Holy Dunning–Kruger effect...
As a software developer, I am a much better doctor than actual trained doctors, and am definitely immune to any placebo effects.
Those invoking Dunning-Kruger are, with high probability, an instance of just that :) (also, see the comment below that touches upon the many gaps in the original paper, which is at this point just garbage invoked by midwits). Finally, there’s a thing called heterogeneous treatment effects, which really is hard to detect at medical research scale … and placebo effects, if they help with the underlying issue without breaking the bank, and still helpful.
> Holy Dunning-Kruger effect…
Do you know they’re wrong? Please don’t invoke Dunning Kruger like this, it’s cliché and also wrong to do. There’s no indicator for whatever it is Dunning & Kruger showed, you cannot know if it applies to a single person. Their main plot showed a positive correlation between confidence and competence. Their paper has problems, their methodology has been rightly questioned, and some attempts to reproduce have failed. Plus keep in mind that, ironically, for people who are intimately familiar with the debate over DK, using it to essentially name-call someone backfires and has the opposite of the intended effect, it makes the name caller look confidently ignorant.
Trained doctors pushed opiates and benzos on me when they were very much not needed and in both cases led to dependancies and horrific withdrawals. I'm sure many others can chime in with their own similar experiences. Medical professionals are incredibly crucial to the wellbeing of society, but they have also been responsible for much suffering because they are human just like us.
I don’t know anything about the specifics of this case. I do know there are lots of bad doctors. Doctors routinely make mistakes or overlook things, especially relatively trivial things like this.
I don’t know what people think you learn in medical school that makes you an infallible source of health knowledge.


## TASK DETAILS
Give the number of lines in the data that hold the word "Smoke", and nothing else.

┄┄┄┄┄┄┄┄┄┄

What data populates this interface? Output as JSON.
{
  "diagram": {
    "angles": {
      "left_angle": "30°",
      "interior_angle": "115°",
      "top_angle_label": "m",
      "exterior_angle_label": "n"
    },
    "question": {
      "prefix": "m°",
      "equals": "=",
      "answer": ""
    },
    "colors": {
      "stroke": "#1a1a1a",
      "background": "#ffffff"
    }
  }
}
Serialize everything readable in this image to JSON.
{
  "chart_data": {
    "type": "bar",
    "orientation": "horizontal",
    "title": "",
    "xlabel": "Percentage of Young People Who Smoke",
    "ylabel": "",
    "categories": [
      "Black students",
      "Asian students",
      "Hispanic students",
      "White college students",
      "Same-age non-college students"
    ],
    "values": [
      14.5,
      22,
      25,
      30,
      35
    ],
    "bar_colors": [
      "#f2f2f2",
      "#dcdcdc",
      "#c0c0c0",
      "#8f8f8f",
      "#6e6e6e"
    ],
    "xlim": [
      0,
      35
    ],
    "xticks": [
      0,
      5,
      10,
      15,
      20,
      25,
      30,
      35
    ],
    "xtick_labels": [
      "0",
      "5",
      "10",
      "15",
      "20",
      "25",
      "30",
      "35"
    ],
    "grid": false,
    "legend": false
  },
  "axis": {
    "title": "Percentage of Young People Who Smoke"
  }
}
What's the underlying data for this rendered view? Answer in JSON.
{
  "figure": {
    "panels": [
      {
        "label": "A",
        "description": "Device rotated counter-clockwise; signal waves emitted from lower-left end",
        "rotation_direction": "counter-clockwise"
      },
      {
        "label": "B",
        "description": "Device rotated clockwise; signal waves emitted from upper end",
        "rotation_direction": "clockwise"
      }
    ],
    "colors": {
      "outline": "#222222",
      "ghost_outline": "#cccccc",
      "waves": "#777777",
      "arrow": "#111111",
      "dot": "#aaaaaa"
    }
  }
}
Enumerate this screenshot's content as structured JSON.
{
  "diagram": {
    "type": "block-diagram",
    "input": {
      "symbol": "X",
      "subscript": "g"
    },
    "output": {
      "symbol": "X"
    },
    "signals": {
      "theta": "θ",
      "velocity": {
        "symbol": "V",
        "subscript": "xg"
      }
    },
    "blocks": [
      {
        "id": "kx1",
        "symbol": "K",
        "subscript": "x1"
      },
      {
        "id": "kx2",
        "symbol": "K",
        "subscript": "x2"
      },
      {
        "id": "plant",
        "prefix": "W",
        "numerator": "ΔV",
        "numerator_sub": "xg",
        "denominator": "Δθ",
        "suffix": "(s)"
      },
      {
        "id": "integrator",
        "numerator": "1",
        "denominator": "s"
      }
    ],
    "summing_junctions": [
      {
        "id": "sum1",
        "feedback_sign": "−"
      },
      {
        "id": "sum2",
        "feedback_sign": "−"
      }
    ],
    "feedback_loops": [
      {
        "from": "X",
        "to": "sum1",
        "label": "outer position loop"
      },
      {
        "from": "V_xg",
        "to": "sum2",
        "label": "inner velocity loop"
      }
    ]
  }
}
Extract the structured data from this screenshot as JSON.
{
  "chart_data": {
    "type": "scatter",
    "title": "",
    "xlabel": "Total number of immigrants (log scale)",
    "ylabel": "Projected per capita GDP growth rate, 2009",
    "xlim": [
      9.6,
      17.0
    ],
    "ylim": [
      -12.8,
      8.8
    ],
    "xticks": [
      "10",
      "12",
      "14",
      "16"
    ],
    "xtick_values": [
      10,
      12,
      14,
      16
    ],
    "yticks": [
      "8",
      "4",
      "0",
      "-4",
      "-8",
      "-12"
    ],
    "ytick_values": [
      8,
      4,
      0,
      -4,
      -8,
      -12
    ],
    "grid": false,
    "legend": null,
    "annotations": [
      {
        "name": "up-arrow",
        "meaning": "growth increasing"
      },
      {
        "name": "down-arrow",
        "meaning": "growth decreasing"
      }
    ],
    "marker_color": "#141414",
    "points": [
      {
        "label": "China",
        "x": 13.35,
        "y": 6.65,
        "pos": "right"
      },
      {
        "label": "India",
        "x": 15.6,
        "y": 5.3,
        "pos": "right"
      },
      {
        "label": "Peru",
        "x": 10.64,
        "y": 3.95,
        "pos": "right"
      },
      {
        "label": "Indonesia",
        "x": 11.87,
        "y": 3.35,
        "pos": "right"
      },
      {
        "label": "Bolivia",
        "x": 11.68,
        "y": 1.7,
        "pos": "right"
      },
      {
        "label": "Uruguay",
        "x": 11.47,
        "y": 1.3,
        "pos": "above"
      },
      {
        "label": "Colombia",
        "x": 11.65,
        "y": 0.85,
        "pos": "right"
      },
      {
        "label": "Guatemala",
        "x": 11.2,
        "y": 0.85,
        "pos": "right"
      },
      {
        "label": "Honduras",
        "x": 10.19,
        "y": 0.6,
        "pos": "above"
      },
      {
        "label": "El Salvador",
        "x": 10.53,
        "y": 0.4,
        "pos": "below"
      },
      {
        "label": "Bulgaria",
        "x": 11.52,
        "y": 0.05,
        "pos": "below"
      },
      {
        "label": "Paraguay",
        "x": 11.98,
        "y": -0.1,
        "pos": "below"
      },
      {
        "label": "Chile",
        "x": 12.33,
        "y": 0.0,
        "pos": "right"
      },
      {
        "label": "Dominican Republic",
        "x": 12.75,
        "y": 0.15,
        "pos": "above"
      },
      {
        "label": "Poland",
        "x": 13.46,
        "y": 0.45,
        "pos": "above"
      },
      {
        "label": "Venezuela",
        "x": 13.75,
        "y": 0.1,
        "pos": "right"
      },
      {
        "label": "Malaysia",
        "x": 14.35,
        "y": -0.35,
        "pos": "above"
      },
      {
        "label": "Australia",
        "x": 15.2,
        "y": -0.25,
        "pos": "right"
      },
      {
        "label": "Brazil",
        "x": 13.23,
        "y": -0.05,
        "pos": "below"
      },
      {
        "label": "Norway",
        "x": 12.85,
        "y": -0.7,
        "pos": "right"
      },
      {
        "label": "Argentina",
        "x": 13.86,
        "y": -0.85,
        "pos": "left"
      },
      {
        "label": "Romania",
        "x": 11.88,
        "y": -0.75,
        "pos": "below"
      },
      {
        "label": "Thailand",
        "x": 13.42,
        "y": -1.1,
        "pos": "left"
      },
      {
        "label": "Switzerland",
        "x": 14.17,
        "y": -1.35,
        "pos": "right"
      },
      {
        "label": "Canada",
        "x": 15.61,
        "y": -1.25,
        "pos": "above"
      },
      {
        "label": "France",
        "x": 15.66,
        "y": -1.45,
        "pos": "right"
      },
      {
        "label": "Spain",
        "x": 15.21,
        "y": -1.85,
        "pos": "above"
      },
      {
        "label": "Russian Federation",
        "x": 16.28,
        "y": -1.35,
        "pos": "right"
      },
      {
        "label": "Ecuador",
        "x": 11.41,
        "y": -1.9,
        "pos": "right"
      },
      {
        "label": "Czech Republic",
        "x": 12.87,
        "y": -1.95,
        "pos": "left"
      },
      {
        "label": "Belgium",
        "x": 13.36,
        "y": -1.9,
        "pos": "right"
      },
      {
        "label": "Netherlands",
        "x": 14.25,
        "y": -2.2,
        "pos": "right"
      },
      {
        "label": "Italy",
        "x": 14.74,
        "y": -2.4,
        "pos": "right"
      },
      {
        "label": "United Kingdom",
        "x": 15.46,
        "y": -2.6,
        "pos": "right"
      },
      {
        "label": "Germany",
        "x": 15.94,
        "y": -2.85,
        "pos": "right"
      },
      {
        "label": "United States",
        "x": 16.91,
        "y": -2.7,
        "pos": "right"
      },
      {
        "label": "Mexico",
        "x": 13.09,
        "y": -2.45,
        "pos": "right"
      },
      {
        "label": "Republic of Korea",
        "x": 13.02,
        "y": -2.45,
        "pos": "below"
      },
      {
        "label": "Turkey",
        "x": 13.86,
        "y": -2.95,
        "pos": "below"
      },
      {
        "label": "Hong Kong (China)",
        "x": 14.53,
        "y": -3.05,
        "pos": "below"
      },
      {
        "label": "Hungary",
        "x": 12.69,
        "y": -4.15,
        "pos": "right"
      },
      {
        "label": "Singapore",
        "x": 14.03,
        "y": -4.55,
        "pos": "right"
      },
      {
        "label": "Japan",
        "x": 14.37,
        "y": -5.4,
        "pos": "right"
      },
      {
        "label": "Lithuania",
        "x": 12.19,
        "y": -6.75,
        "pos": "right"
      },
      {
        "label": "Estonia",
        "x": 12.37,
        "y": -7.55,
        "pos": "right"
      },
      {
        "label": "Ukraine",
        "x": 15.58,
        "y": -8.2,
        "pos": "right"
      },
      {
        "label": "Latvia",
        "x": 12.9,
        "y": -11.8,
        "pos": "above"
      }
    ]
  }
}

┄┄┄┄┄┄┄┄┄┄

## THE COMPLETED TASK
2